On a normal day I'll spend between 20 minutes and an hour walking outside (if I know I'm going to be spending substantially more time outside than that, I'll usually put on a more heavy-duty (SPF 60+) sunscreen). On top of the time fully exposed to the sun, I spend maybe 40 minutes a day driving, and a negligible amount of time sitting near windows at home and at work.
What SPF do I actually need in a daily moisturizer? At what point are there diminishing returns? Is it significantly worse for my skin to use SPF 15 instead of SPF 45? There are so many conflicting opinions out there and much of it is framed as dramatically as possible that I have no idea how to figure this out.
I'm also not sure how worried I should be about the "potentially hazardous" chemicals that the Environmental Working Group seems to say are in all but the most expensive sunscreens. I definitely can't afford to spend $40 on a moisturizer, but I don't know how much credence to put into the claims that some sunscreens do more damage to your skin than the UV rays they protect you from. The EWG rates my current moisturizer as a 7, which falls within the "avoid" range. Should I actually be avoiding the chemicals that the EWG is vilifying?
I'd love some links to meta-analyses of sunscreen effectiveness, or at least science-based analysis that isn't grounded in fear-mongering.

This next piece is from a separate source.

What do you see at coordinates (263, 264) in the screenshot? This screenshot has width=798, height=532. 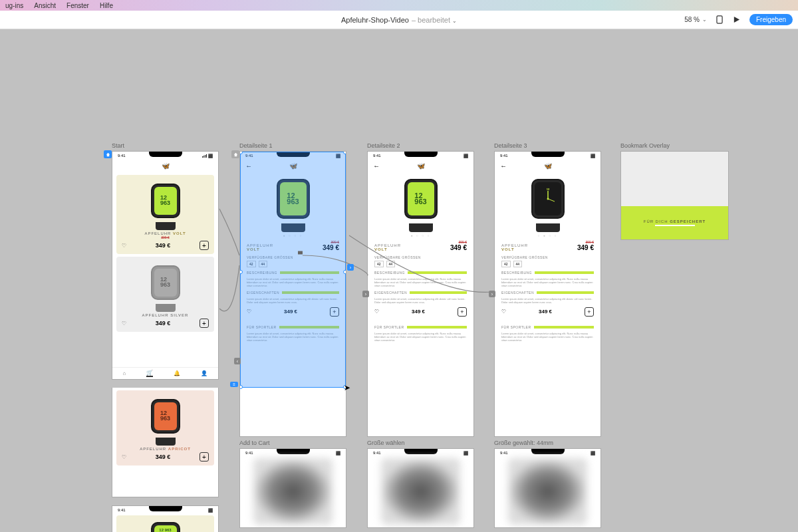 I see `size-option: 44` at bounding box center [263, 264].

The Metafilter community is often good at cutting through all the pseudo-scientific hand-wringing and dealing with these types of things pragmatically.
I haven't read the EWG report, but there are potentially hazardous chemicals in your life every day, so you can only weight the risks and needs. I agree with them that personal care products are sometimes a significant source of risk, but a decent, not-too-expensive sunscreen is a risk I'm willing to take to counter the known risks from too much sun. Maybe this is polyanna-ish of me, but I think of it as my only buying one bottle of the product, not signing up for a lifetime of exposure. As we know more about the risks from chemicals, companies can change formulations. Which is why I advocate just trying the product that sounds good to you.